It worked for Bush the Elder
by tristero
You may recall the Horton commercial, which the elder George Bush ran in his 1988 presidential campaign. It showed a black man who had raped a white woman and assaulted her husband while free on a Massachusetts prison-furlough program that was supported by Michael Dukakis, the Democratic candidate. As a vote magnet, it worked for Mr. Bush.
Indeed it did. What distinguishes Bush’s appeal to racists from the use of racist ads by modern Republicans is…well, I can’t think of any:
[Republican NY Nassau county executive candidate Jack Martin’s] mailer shows three shirtless Latino men, covered in tattoos and representing MS-13, the vicious gang begun by Central American immigrants in Los Angeles that now menaces Long Island. “Meet Your New Neighbors!” a headline above them says, adding this about Mr. Martins’s Democratic opponent: “Laura Curran will roll out the welcome mat for violent gangs like MS-13!” Ms. Curran, the text says, is “MS-13’s choice for county executive.”
But wait, there’s more:
In the close Virginia governor’s race, an ad for the Republican candidate, Ed Gillespie, links the Democrat, Ralph Northam, to a sanctuaries-cities policy that “let illegal immigrants who commit crimes back on the street, increasing the threat of MS-13.”
In New Jersey, a plainly desperate Kim Guadagno, the Republican nominee for governor, reached back a decade in a dismal attempt to pin a soft-on-immigrant-crime tag on the Democratic front-runner, Phil Murphy. A Guadagno commercial twists a Murphy comment about undocumented immigrants — his “having their back” — as somehow meaning he supports a brutal killer named Jose Carranza.
Mr. Carranza, an unlawful arrival from Peru, was one of six men found guilty in the execution-style murder of three young people in a Newark schoolyard in 2007. “Murphy,” the Guadagno ad says, “will have the backs of deranged murderers like Carranza.”
Yes, the lessons Poppy Bush taught Republicans have never been forgotten.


**PROBLEM REQUIREMENTS**: Search the records for the word "JSON" and report each line that has it.

• • • • •

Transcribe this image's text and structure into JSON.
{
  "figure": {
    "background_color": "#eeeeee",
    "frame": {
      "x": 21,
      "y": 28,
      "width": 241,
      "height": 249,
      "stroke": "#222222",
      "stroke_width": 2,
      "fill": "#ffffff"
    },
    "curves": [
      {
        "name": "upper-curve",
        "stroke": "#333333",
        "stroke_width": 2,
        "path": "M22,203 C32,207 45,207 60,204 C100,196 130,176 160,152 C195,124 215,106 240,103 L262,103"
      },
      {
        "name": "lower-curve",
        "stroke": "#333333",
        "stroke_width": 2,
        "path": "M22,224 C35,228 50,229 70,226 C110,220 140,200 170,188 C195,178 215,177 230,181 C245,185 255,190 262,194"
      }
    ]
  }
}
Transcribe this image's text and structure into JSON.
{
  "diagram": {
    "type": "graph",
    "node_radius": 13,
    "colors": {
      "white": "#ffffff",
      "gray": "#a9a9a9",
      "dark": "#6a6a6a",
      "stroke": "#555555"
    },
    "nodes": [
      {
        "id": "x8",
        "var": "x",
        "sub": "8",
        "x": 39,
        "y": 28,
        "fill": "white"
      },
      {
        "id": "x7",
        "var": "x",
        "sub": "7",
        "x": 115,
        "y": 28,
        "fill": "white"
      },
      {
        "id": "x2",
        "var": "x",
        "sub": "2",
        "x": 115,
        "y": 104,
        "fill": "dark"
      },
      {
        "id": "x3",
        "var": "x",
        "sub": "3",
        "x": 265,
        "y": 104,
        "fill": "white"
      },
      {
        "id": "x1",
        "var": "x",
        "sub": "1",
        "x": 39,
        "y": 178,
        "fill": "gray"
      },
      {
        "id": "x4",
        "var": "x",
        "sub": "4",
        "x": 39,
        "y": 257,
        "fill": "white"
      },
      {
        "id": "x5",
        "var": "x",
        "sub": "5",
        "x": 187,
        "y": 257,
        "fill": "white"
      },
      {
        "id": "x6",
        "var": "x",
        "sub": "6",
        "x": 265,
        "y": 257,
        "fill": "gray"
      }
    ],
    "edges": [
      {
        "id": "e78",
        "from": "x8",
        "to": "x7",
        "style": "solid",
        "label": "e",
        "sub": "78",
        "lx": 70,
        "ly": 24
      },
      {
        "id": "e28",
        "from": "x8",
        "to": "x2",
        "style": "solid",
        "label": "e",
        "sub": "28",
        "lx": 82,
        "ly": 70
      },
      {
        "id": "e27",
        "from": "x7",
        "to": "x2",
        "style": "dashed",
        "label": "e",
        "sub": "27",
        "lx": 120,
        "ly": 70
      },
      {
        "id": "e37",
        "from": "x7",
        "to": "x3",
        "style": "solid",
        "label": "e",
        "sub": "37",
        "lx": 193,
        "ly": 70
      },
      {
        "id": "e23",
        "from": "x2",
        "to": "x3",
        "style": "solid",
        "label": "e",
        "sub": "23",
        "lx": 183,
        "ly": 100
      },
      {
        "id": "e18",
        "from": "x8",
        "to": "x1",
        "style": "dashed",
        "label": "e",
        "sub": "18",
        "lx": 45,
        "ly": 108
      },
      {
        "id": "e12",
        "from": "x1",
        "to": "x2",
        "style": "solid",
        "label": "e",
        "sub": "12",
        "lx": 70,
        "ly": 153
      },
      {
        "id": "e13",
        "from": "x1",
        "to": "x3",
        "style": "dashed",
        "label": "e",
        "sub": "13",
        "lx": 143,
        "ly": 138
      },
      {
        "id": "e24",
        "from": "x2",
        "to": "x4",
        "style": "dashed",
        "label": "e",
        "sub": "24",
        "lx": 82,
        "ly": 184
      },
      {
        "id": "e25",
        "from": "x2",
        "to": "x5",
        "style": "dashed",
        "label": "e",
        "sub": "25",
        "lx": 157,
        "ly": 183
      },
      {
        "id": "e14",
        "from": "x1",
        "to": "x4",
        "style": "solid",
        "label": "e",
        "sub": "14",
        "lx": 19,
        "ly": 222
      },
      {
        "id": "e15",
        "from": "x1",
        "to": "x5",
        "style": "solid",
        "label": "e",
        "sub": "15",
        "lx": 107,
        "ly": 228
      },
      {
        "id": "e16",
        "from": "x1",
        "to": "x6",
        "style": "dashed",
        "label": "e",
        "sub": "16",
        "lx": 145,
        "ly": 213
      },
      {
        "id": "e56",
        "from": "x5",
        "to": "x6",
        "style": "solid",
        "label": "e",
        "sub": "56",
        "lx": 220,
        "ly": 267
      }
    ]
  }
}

• • • • •

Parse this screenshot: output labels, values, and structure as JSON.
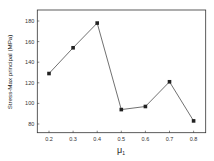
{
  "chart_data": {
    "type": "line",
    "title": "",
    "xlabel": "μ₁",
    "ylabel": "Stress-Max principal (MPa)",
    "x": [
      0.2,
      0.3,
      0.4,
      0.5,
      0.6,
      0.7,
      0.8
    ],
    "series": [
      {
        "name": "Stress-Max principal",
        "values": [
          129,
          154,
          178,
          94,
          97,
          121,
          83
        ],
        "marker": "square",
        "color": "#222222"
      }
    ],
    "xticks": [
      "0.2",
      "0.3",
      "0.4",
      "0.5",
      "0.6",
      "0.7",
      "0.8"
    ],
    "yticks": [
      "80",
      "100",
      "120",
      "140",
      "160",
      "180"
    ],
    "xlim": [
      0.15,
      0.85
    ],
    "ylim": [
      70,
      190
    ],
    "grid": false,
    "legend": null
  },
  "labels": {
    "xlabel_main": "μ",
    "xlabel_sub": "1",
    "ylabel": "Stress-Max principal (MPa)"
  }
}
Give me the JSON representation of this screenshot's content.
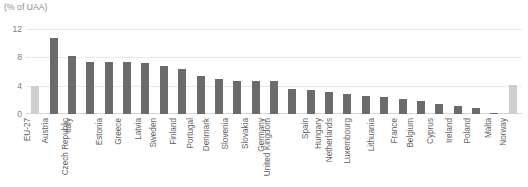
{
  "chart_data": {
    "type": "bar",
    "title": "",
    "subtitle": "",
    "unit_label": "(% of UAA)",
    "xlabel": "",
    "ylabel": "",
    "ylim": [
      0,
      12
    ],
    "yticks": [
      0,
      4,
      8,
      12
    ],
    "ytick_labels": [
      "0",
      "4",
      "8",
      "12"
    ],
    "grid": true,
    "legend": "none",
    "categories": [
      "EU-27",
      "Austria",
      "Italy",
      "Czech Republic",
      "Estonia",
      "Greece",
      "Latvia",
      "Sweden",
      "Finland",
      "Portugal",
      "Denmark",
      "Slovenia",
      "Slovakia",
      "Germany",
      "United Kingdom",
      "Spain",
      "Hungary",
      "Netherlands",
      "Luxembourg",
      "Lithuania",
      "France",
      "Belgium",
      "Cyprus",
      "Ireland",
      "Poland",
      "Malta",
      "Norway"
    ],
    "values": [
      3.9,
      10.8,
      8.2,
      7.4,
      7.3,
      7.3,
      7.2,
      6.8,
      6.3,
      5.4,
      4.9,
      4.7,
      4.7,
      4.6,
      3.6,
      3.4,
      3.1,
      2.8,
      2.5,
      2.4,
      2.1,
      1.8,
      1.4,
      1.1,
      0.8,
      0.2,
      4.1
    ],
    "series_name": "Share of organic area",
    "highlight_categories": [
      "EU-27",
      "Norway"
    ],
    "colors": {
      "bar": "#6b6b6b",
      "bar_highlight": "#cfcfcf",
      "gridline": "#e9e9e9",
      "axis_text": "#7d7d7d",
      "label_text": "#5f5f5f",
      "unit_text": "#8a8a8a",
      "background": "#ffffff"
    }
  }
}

• • • • •

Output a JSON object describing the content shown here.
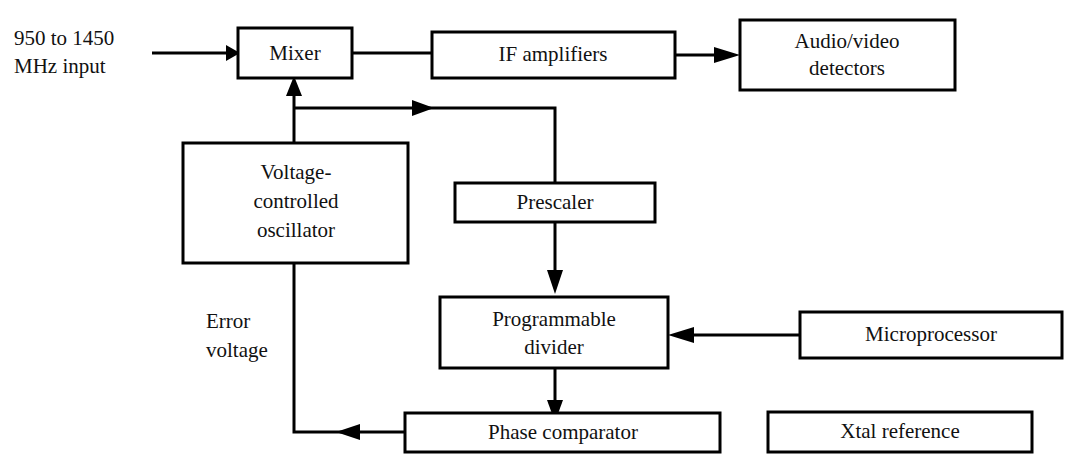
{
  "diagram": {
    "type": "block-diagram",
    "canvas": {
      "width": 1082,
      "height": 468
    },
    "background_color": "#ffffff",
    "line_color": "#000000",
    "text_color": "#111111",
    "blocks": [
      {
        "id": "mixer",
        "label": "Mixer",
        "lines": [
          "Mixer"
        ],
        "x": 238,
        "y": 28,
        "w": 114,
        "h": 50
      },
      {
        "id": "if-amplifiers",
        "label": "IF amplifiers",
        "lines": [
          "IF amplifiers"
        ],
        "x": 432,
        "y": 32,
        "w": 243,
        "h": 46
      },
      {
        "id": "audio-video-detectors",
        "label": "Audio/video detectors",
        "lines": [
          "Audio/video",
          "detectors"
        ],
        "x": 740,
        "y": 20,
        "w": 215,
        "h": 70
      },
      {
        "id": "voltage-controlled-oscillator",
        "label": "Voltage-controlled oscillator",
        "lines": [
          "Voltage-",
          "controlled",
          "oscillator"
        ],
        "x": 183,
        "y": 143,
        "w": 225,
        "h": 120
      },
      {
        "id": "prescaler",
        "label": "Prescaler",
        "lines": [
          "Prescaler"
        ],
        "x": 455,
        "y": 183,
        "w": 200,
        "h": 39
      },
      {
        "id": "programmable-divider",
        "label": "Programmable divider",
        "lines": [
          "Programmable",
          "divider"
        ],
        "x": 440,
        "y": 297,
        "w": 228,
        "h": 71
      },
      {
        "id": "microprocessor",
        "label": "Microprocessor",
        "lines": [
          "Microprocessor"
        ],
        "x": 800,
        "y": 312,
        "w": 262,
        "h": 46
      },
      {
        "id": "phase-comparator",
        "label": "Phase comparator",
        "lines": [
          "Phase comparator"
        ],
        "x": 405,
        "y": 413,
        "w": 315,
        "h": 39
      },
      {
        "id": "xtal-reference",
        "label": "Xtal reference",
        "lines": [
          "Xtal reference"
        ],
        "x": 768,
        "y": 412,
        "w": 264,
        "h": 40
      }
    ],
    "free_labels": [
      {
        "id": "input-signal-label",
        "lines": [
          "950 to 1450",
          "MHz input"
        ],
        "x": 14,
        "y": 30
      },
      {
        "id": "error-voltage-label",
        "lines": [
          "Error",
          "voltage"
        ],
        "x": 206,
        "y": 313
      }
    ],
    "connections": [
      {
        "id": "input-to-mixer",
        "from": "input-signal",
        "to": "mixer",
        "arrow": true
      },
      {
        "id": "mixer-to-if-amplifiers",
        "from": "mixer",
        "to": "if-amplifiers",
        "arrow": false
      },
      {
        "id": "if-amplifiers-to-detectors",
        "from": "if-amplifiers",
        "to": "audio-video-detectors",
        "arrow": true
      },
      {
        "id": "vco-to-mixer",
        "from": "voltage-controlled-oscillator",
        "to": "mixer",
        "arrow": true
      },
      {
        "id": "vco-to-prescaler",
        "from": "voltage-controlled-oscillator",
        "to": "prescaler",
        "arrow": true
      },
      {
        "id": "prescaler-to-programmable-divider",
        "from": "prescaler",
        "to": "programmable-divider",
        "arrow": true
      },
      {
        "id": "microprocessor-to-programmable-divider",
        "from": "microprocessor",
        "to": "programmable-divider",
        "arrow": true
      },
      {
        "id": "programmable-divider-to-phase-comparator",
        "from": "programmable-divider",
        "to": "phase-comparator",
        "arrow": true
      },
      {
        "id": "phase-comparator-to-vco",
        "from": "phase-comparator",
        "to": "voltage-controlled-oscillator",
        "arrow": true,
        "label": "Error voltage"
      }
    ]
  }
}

• • • • •

**THE COMPLETED TASK**:
Transcribe this image's text and structure into JSON.
Transcribe this image's text and structure into JSON.
Parse this screenshot: output labels, values, and structure as JSON.
Give me the JSON representation of this screenshot's content.
Output a JSON object describing the content shown here.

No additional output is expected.